Paper No. 133-1
Presentation Time: 9:00 AM
PATTERNS OF SUBLETHAL ATTACK BY SHELL-BREAKING PREDATORS WERE STABLE THROUGH AN EPISODE OF TROPHIC AND FAUNAL CHANGE, IN THE LATE NEOGENE OF NORTH CAROLINA
A change in the trophic ecology of benthic marine communities appears to have coincided with the well documented late Neogene faunal turnover (~70% species extinction) in mollusk assemblages of the Western Atlantic. We investigate the magnitude of this ecological upheaval, using the frequency of repair scars from sublethal attacks, a proxy for the coupled strength and outcome of interactions with myriad shell-breaking predators (e.g. whelks, crabs, and fishes). If the late Neogene ecological reorganization had pervasive effects on predator-prey interactions, the frequency of repair scars on prey taxa is expected to change, showing a pattern that is congruent with the abundance of predatory gastropods and ecologically similar prey types and the attack (drillhole) frequency of drilling gastropods. To test this hypothesis, five ‘bellwether’ prey taxa (Glycymeris, Anadara, Cyclocardia, Plicatula, and Olivella) were selected to analyze for repair scars (% with scars method) and drillholes. Predation and adundance data were collected from preexisting bulk samples (>5mm fraction), comprising one late Pliocene (Duplin Formation), one early Pleistocene and two middle Pleistocene (Waccamaw Formation) age localities. The results do not support our hypothesis. There was little change in repair and drilling frequency and it was not statistically significant (Chi-squared test of independence). The proportions of anterior, ventral, and posterior repair scars along the commissure were variable in Glycymeris, Anadara, and Cyclocardia, but not significant (Fisher’s Exact Test), suggesting little change in the regime of shell breaking agents. The previously reported decline of predatory gastropod abundance was not recovered in the samples studied (Chi-squared test of goodness-of-fit); instead, there was a large increase in the proportion of predatory gastropods and decrease in genus-richness in the middle Pleistocene samples. These results suggest that predator-prey dynamics showed stability despite the changing ecological context. Stability in predatory interactions could be due to either behavioral or adaptive compensation by species or the absence of strong effects. Furthermore, trophic reorganization may have been more variable within habitats than is observed at a regional scale.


DESCRIPTION OF THE TASK —
For this exercise, return all the data word for word, with images left out.

EXTRACTED INFORMATION —
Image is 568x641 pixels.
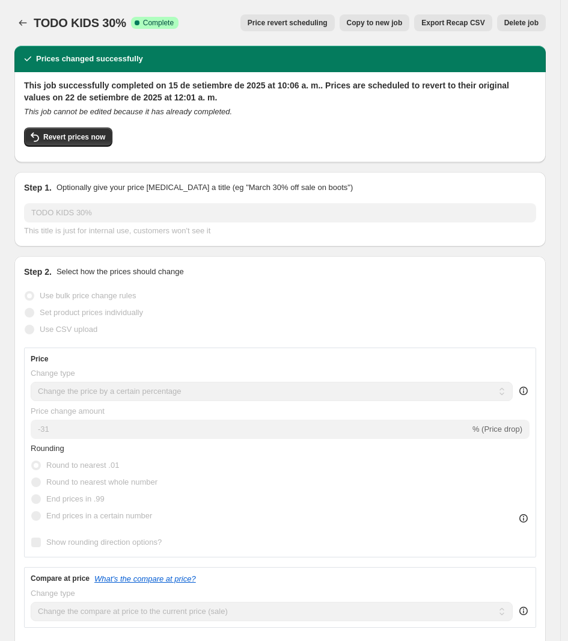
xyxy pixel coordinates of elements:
span: Change type [31,369,75,378]
span: Use CSV upload [40,325,97,334]
p: Select how the prices should change [57,266,184,278]
button: Price revert scheduling [240,14,335,31]
span: Round to nearest whole number [46,477,158,486]
h2: This job successfully completed on 15 de setiembre de 2025 at 10:06 a. m.. Prices are scheduled t... [24,79,536,103]
span: Rounding [31,444,64,453]
div: help [518,605,530,617]
h2: Prices changed successfully [36,53,143,65]
span: Price revert scheduling [248,18,328,28]
span: This title is just for internal use, customers won't see it [24,226,210,235]
p: Optionally give your price [MEDICAL_DATA] a title (eg "March 30% off sale on boots") [57,182,353,194]
button: Export Recap CSV [414,14,492,31]
input: 30% off holiday sale [24,203,536,222]
button: Delete job [497,14,546,31]
span: Show rounding direction options? [46,537,162,546]
span: End prices in .99 [46,494,105,503]
span: Complete [143,18,174,28]
h3: Compare at price [31,574,90,583]
span: Price change amount [31,406,105,415]
span: Change type [31,589,75,598]
span: Export Recap CSV [421,18,485,28]
span: Use bulk price change rules [40,291,136,300]
span: Set product prices individually [40,308,143,317]
span: Delete job [504,18,539,28]
h3: Price [31,354,48,364]
h2: Step 1. [24,182,52,194]
span: TODO KIDS 30% [34,16,126,29]
span: % (Price drop) [473,424,522,433]
div: help [518,385,530,397]
button: Price change jobs [14,14,31,31]
span: End prices in a certain number [46,511,152,520]
span: Copy to new job [347,18,403,28]
span: Round to nearest .01 [46,461,119,470]
button: What's the compare at price? [94,574,196,583]
h2: Step 2. [24,266,52,278]
input: -15 [31,420,470,439]
button: Copy to new job [340,14,410,31]
button: Revert prices now [24,127,112,147]
span: Revert prices now [43,132,105,142]
i: This job cannot be edited because it has already completed. [24,107,232,116]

WRITTEN ANSWER —
Image is 568x641 pixels.
xyxy pixel coordinates of elements:
span: Change type [31,369,75,378]
span: Use CSV upload [40,325,97,334]
p: Select how the prices should change [57,266,184,278]
button: Price revert scheduling [240,14,335,31]
span: Round to nearest whole number [46,477,158,486]
h2: This job successfully completed on 15 de setiembre de 2025 at 10:06 a. m.. Prices are scheduled t... [24,79,536,103]
span: Rounding [31,444,64,453]
div: help [518,605,530,617]
h2: Prices changed successfully [36,53,143,65]
span: Price revert scheduling [248,18,328,28]
span: This title is just for internal use, customers won't see it [24,226,210,235]
p: Optionally give your price [MEDICAL_DATA] a title (eg "March 30% off sale on boots") [57,182,353,194]
button: Export Recap CSV [414,14,492,31]
input: 30% off holiday sale [24,203,536,222]
button: Delete job [497,14,546,31]
span: Show rounding direction options? [46,537,162,546]
span: End prices in .99 [46,494,105,503]
span: Complete [143,18,174,28]
h3: Compare at price [31,574,90,583]
span: Price change amount [31,406,105,415]
span: Change type [31,589,75,598]
span: Export Recap CSV [421,18,485,28]
span: Use bulk price change rules [40,291,136,300]
span: Set product prices individually [40,308,143,317]
span: Delete job [504,18,539,28]
h3: Price [31,354,48,364]
h2: Step 1. [24,182,52,194]
span: TODO KIDS 30% [34,16,126,29]
span: % (Price drop) [473,424,522,433]
div: help [518,385,530,397]
button: Price change jobs [14,14,31,31]
span: End prices in a certain number [46,511,152,520]
span: Copy to new job [347,18,403,28]
span: Round to nearest .01 [46,461,119,470]
button: What's the compare at price? [94,574,196,583]
h2: Step 2. [24,266,52,278]
input: -15 [31,420,470,439]
button: Copy to new job [340,14,410,31]
button: Revert prices now [24,127,112,147]
span: Revert prices now [43,132,105,142]
i: This job cannot be edited because it has already completed. [24,107,232,116]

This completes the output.